Small-scale farmers are the heart of Africa’s agricultural production. Their tireless labor has the potential to generate growth, reduce poverty, and increase food security for millions. Unfortunately, so far this sector has not realized its true potential. One contributing factor to this reality is the large gender gap in agricultural productivity that exists across sub-Saharan Africa.
My team at the World Bank, the Africa Gender Innovation Lab, has been working to generate evidence on how to close the gender gap in agricultural productivity through conducting rigorous impact evaluations. We have produced a body of evidence including the Levelling the Field report and the Cost of the Gender Gap in Agricultural Productivity in Malawi, Tanzania, and Uganda report that identified constraints women farmers face, determined the size and cost of the gap in agricultural productivity as well as offered promising policy options and emerging new ideas to test.
The Costing the Gender Gap in Agricultural Productivity report strives to illustrate why this work matters by showing that closing the gender gap could result in significant gross gains to GDP for economies. The report concludes that GDP gains of $100 million in Malawi, $105 million in Tanzania, and $67 million in Uganda could be realized if this gap was closed.
On top of the gross GDP gains, other positive development outcomes such as reduced poverty and greater food security could be achieved if this disparity in agriculture productivity between men and women farmers is addressed. Closing the gender gap in agricultural productivity could reduce poverty and improve nutrition directly, because many poor people work in agriculture and indirectly because higher agricultural output may increase income for people employed outside of the agriculture sector through spillover effects. Additionally, higher agricultural output can also lead to lower food prices, which could in turn help improve nutrition by enabling poor people to buy more and better food. As a result, the report suggests that 238,000 people in Malawi, 80,000 people in Tanzania, and 119,000 people in Uganda could be lifted out of poverty.The task we are faced with today is designing innovative, efficient, and above all, effective approaches to closing the gap. The good news is the research that has already been conducted provides us with a menu of promising solutions and ideas to test, such as providing women farmers with small nudges in the form of well-timed discounts to encourage the purchase of fertilizer, or bringing agricultural training to women’s doorsteps through farmer field schools and mobile phone applications.
While achieving these gains would in itself require additional investments from governments, their value is sufficiently large enough to justify action. At a conference launching the results of the Costing the Gender Gap report in Malawi last month, the Minister of Agriculture, Irrigation, and Water Development, the Honorable Dr. Allan Chiyembekeza detailed the scope of this issue in his comments, stating, “failure to close the gender gap in agricultural productivity may have negative implications not only on women’s economic empowerment, but also on the government’s agenda to reduce poverty and achieve national economic growth and development.” We must design, pilot, and evaluate new programs as well as continue to implement tested policies that close the gender gap in agricultural productivity and ensure greater food security and economic growth across sub-Saharan Africa.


What to do
Print the listing below in its entirety, character for character.

Working data
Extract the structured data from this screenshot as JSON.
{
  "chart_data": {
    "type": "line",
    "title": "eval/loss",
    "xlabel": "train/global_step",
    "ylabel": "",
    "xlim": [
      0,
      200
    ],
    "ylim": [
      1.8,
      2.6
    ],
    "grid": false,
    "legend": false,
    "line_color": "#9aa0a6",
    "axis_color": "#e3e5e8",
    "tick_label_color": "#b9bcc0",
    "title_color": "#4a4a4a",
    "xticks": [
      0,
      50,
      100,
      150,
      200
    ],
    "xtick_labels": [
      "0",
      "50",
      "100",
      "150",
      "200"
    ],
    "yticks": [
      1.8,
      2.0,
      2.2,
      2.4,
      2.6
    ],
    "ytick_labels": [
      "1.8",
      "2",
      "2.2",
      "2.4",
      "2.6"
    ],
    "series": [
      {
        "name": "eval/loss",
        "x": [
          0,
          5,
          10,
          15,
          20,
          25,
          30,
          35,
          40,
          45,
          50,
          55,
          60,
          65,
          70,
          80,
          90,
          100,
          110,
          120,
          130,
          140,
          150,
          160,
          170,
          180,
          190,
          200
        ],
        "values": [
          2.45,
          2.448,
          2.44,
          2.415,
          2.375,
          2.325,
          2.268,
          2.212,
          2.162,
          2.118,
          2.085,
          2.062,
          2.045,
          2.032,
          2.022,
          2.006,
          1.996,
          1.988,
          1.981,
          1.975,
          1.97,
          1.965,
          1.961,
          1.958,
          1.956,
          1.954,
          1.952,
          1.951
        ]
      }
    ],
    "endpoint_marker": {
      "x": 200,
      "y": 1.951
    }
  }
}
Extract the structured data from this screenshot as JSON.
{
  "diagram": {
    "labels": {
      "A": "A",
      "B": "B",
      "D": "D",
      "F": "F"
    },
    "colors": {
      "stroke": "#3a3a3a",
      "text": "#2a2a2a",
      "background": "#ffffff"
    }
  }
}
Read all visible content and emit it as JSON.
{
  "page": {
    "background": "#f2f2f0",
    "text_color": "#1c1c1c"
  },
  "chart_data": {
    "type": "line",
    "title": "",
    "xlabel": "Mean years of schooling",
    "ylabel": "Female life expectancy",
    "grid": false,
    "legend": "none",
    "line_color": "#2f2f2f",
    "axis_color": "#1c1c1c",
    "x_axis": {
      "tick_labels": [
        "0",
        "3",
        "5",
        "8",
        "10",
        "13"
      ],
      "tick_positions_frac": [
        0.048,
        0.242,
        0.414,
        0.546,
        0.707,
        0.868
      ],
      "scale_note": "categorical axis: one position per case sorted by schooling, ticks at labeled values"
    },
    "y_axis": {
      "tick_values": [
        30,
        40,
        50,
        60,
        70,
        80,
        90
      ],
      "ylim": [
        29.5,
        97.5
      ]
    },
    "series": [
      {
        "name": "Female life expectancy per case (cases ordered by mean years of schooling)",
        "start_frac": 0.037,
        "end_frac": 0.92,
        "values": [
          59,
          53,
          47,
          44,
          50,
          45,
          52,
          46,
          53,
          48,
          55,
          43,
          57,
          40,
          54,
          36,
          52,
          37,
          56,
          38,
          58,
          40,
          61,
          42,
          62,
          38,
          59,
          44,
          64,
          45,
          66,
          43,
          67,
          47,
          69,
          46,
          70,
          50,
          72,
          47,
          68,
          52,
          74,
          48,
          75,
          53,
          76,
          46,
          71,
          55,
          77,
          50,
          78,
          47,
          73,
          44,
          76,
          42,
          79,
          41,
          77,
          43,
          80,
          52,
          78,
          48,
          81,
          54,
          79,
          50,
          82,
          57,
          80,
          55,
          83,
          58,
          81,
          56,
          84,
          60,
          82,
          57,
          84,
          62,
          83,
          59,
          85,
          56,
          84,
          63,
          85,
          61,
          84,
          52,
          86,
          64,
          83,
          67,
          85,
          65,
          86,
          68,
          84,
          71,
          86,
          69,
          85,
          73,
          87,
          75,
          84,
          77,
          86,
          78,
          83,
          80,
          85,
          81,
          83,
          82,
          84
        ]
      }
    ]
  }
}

Reply to the exercise
Extract the structured data from this screenshot as JSON.
{
  "chart_data": {
    "type": "line",
    "title": "eval/loss",
    "xlabel": "train/global_step",
    "ylabel": "",
    "xlim": [
      0,
      200
    ],
    "ylim": [
      1.8,
      2.6
    ],
    "grid": false,
    "legend": false,
    "line_color": "#9aa0a6",
    "axis_color": "#e3e5e8",
    "tick_label_color": "#b9bcc0",
    "title_color": "#4a4a4a",
    "xticks": [
      0,
      50,
      100,
      150,
      200
    ],
    "xtick_labels": [
      "0",
      "50",
      "100",
      "150",
      "200"
    ],
    "yticks": [
      1.8,
      2.0,
      2.2,
      2.4,
      2.6
    ],
    "ytick_labels": [
      "1.8",
      "2",
      "2.2",
      "2.4",
      "2.6"
    ],
    "series": [
      {
        "name": "eval/loss",
        "x": [
          0,
          5,
          10,
          15,
          20,
          25,
          30,
          35,
          40,
          45,
          50,
          55,
          60,
          65,
          70,
          80,
          90,
          100,
          110,
          120,
          130,
          140,
          150,
          160,
          170,
          180,
          190,
          200
        ],
        "values": [
          2.45,
          2.448,
          2.44,
          2.415,
          2.375,
          2.325,
          2.268,
          2.212,
          2.162,
          2.118,
          2.085,
          2.062,
          2.045,
          2.032,
          2.022,
          2.006,
          1.996,
          1.988,
          1.981,
          1.975,
          1.97,
          1.965,
          1.961,
          1.958,
          1.956,
          1.954,
          1.952,
          1.951
        ]
      }
    ],
    "endpoint_marker": {
      "x": 200,
      "y": 1.951
    }
  }
}
Extract the structured data from this screenshot as JSON.
{
  "diagram": {
    "labels": {
      "A": "A",
      "B": "B",
      "D": "D",
      "F": "F"
    },
    "colors": {
      "stroke": "#3a3a3a",
      "text": "#2a2a2a",
      "background": "#ffffff"
    }
  }
}
Read all visible content and emit it as JSON.
{
  "page": {
    "background": "#f2f2f0",
    "text_color": "#1c1c1c"
  },
  "chart_data": {
    "type": "line",
    "title": "",
    "xlabel": "Mean years of schooling",
    "ylabel": "Female life expectancy",
    "grid": false,
    "legend": "none",
    "line_color": "#2f2f2f",
    "axis_color": "#1c1c1c",
    "x_axis": {
      "tick_labels": [
        "0",
        "3",
        "5",
        "8",
        "10",
        "13"
      ],
      "tick_positions_frac": [
        0.048,
        0.242,
        0.414,
        0.546,
        0.707,
        0.868
      ],
      "scale_note": "categorical axis: one position per case sorted by schooling, ticks at labeled values"
    },
    "y_axis": {
      "tick_values": [
        30,
        40,
        50,
        60,
        70,
        80,
        90
      ],
      "ylim": [
        29.5,
        97.5
      ]
    },
    "series": [
      {
        "name": "Female life expectancy per case (cases ordered by mean years of schooling)",
        "start_frac": 0.037,
        "end_frac": 0.92,
        "values": [
          59,
          53,
          47,
          44,
          50,
          45,
          52,
          46,
          53,
          48,
          55,
          43,
          57,
          40,
          54,
          36,
          52,
          37,
          56,
          38,
          58,
          40,
          61,
          42,
          62,
          38,
          59,
          44,
          64,
          45,
          66,
          43,
          67,
          47,
          69,
          46,
          70,
          50,
          72,
          47,
          68,
          52,
          74,
          48,
          75,
          53,
          76,
          46,
          71,
          55,
          77,
          50,
          78,
          47,
          73,
          44,
          76,
          42,
          79,
          41,
          77,
          43,
          80,
          52,
          78,
          48,
          81,
          54,
          79,
          50,
          82,
          57,
          80,
          55,
          83,
          58,
          81,
          56,
          84,
          60,
          82,
          57,
          84,
          62,
          83,
          59,
          85,
          56,
          84,
          63,
          85,
          61,
          84,
          52,
          86,
          64,
          83,
          67,
          85,
          65,
          86,
          68,
          84,
          71,
          86,
          69,
          85,
          73,
          87,
          75,
          84,
          77,
          86,
          78,
          83,
          80,
          85,
          81,
          83,
          82,
          84
        ]
      }
    ]
  }
}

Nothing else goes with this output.